Visit to the British Library

On Monday 1 February 2015, I visited the British Library to gain an overview of how the Library functions, what the important issues are to the Library as a public institution and what pressures it is currently facing.

 

I was delighted to hear about the Save Our Sounds programme from Will Prentice. In a 2 page vision document Will persuaded the BL and philantropists to invest in the vital and enormous task of preserving the recorded and voice and stories from people’s lives. The British Library’s Sound Archive consists of over 6.5 million recordings preserving oral history from the 1880s to the present day. Save Our Sounds seeks to digitalise these recordings. I also met with Dr Nur Sobers-Khan, the Lead Curator for South Asia to see how the Library is digitising historic South Asian texts.

 

At the Alan Turing Institute headquarters which is housed in the Library but with a separate Board, a joint venture which seeks to establish new research excellence on big data, an important issue in the modern age. The Business & IP Centre in the Library has helped 1000 businesses with help on business plans and intellectual property advice. It is a free service for those with readers pass. Entrepreneurs are offered vital help and support with their ideas and many have succeeded in launching businesses. In the centre, I saw the success story of the collapsible bottle ‘Aquatina’.

 

Over lunch the Chief Executive Roly Keating said that now there has been a 4 year settlement, the BL can make progress on the future direction. This is set out in the document Living Knowledge. The Library offers more than just research collections of over 150 million items. The Library’s other services, including offering entrepreneurs a programme of practical workshops through its Business & IP Centre, which provides help with business plans and intellectual property advice and positively changes the people’s lives. The Library has also had to accommodate a growing number of students who need a place to work following the increase in Universities admissions.
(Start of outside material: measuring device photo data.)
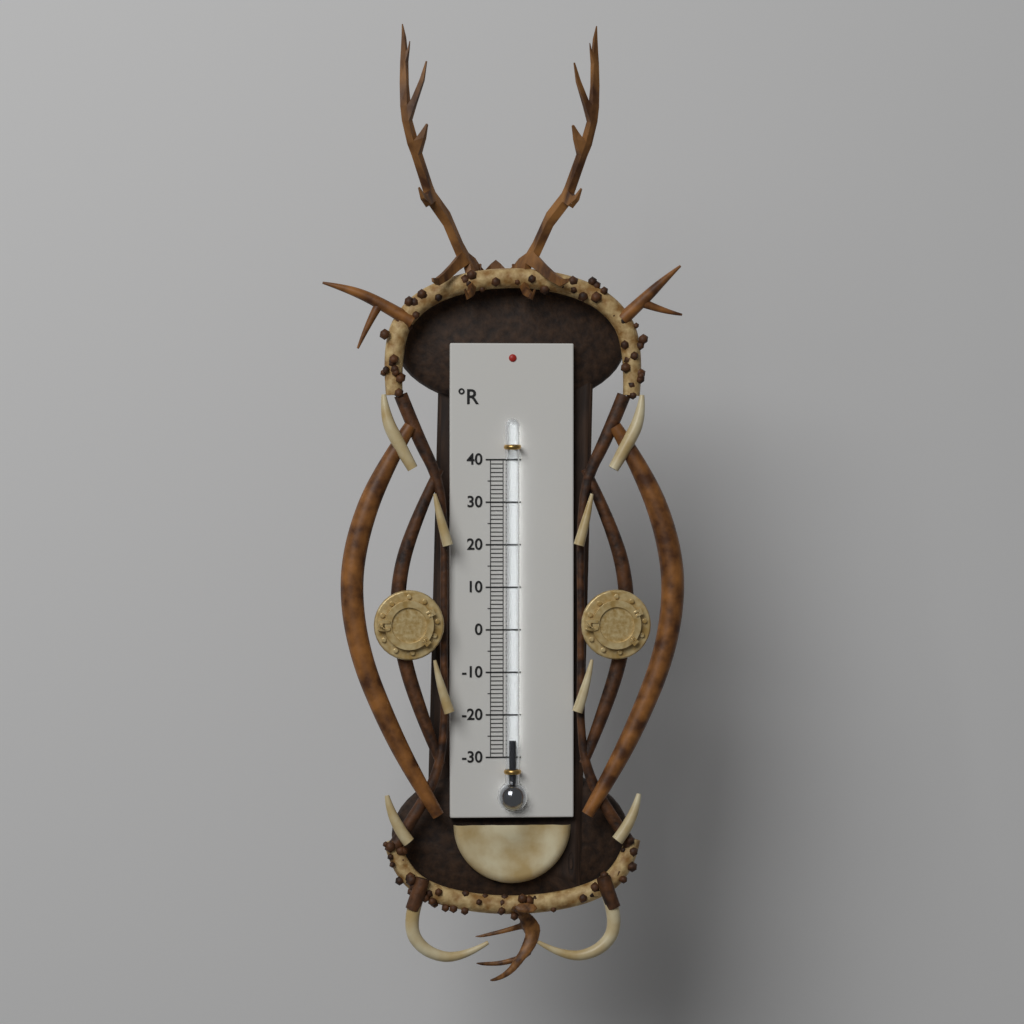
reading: -26 °R
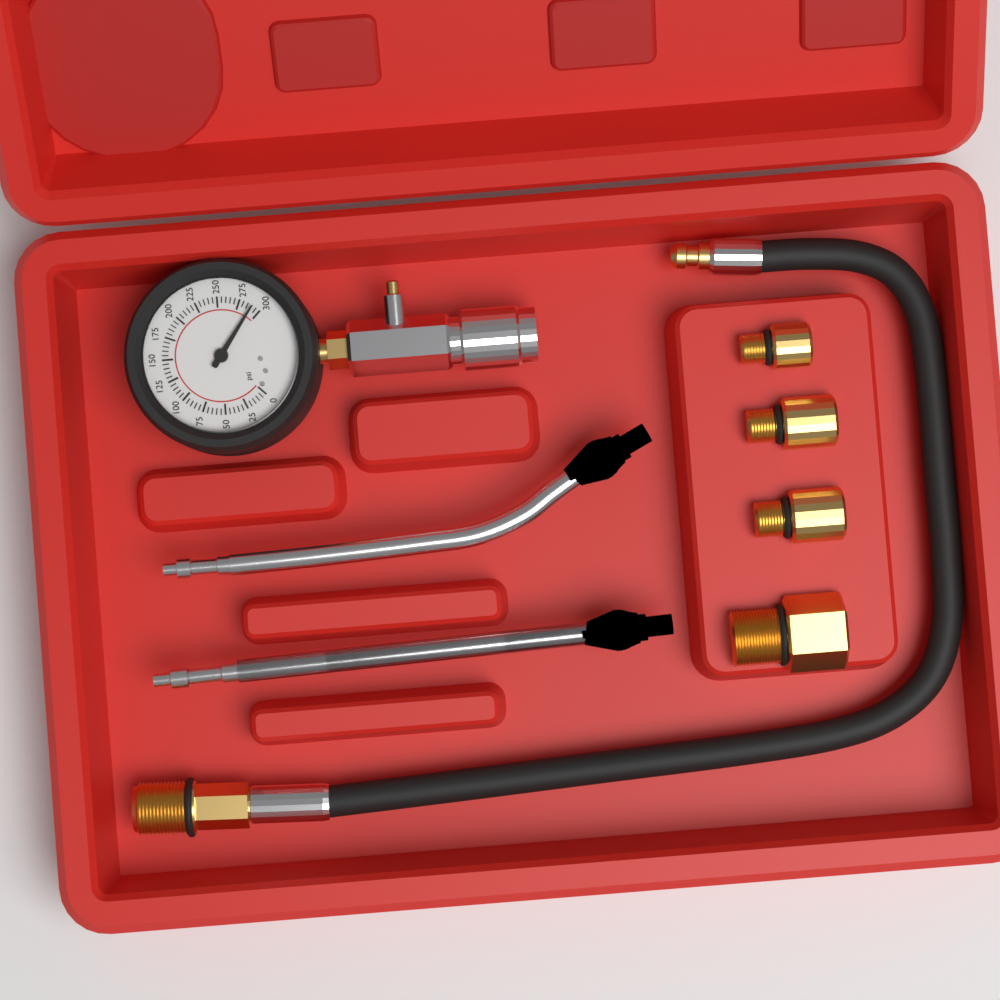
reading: 290 psi
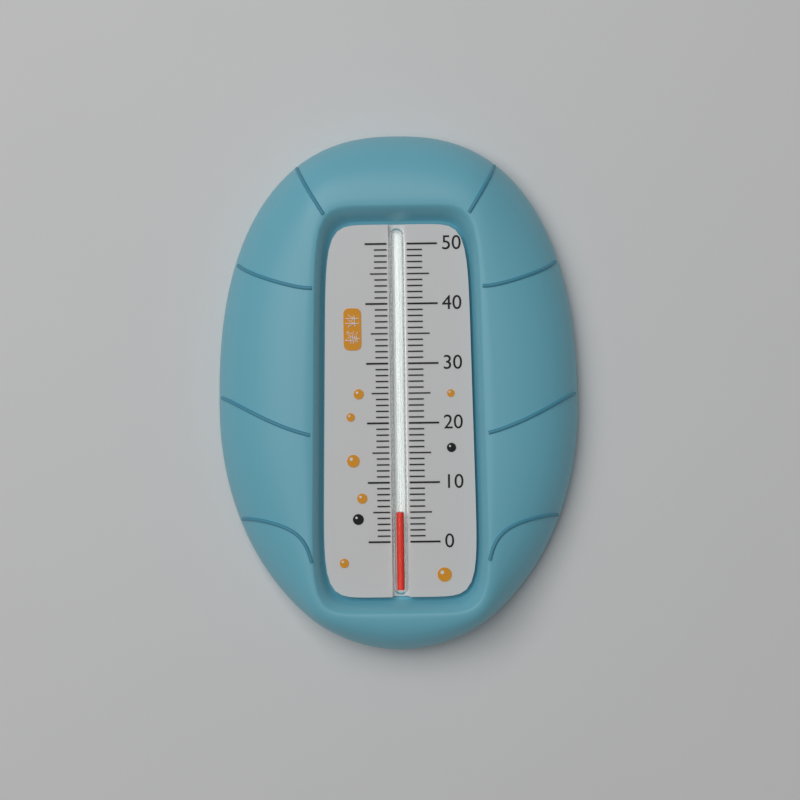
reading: 5 (no unit)
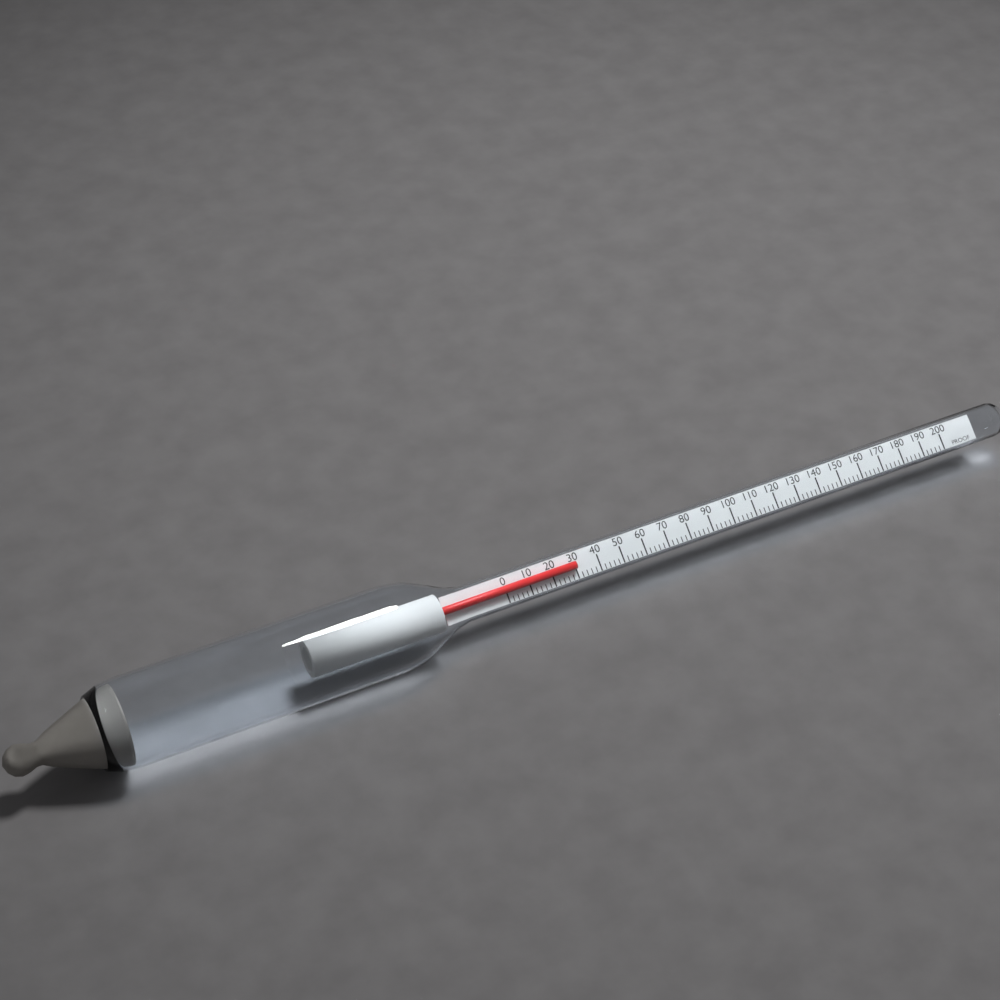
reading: 30 proof
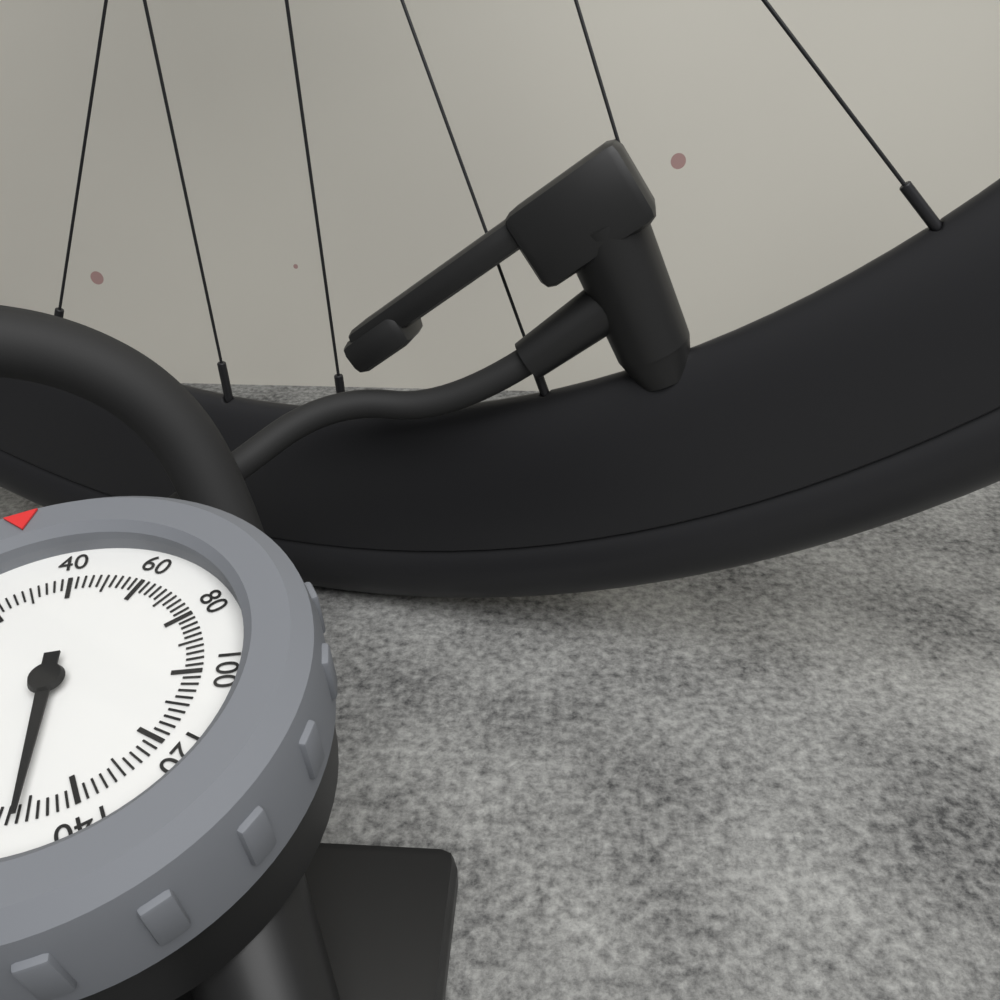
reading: 152 psi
I could see the impact on the Library particularly as it offers 200,000 reference transactions.

 

I organised this visit as part of my Industry and Parliament Trust (IPT) Fellowship. As part of the IPT Fellowship I wanted to see the effect on business and public sector institutions of all sizes, how they operate and make decisions and the pressures they face. I am grateful to all the staff who spoke with me and showed me around this wonderful resource for the public good.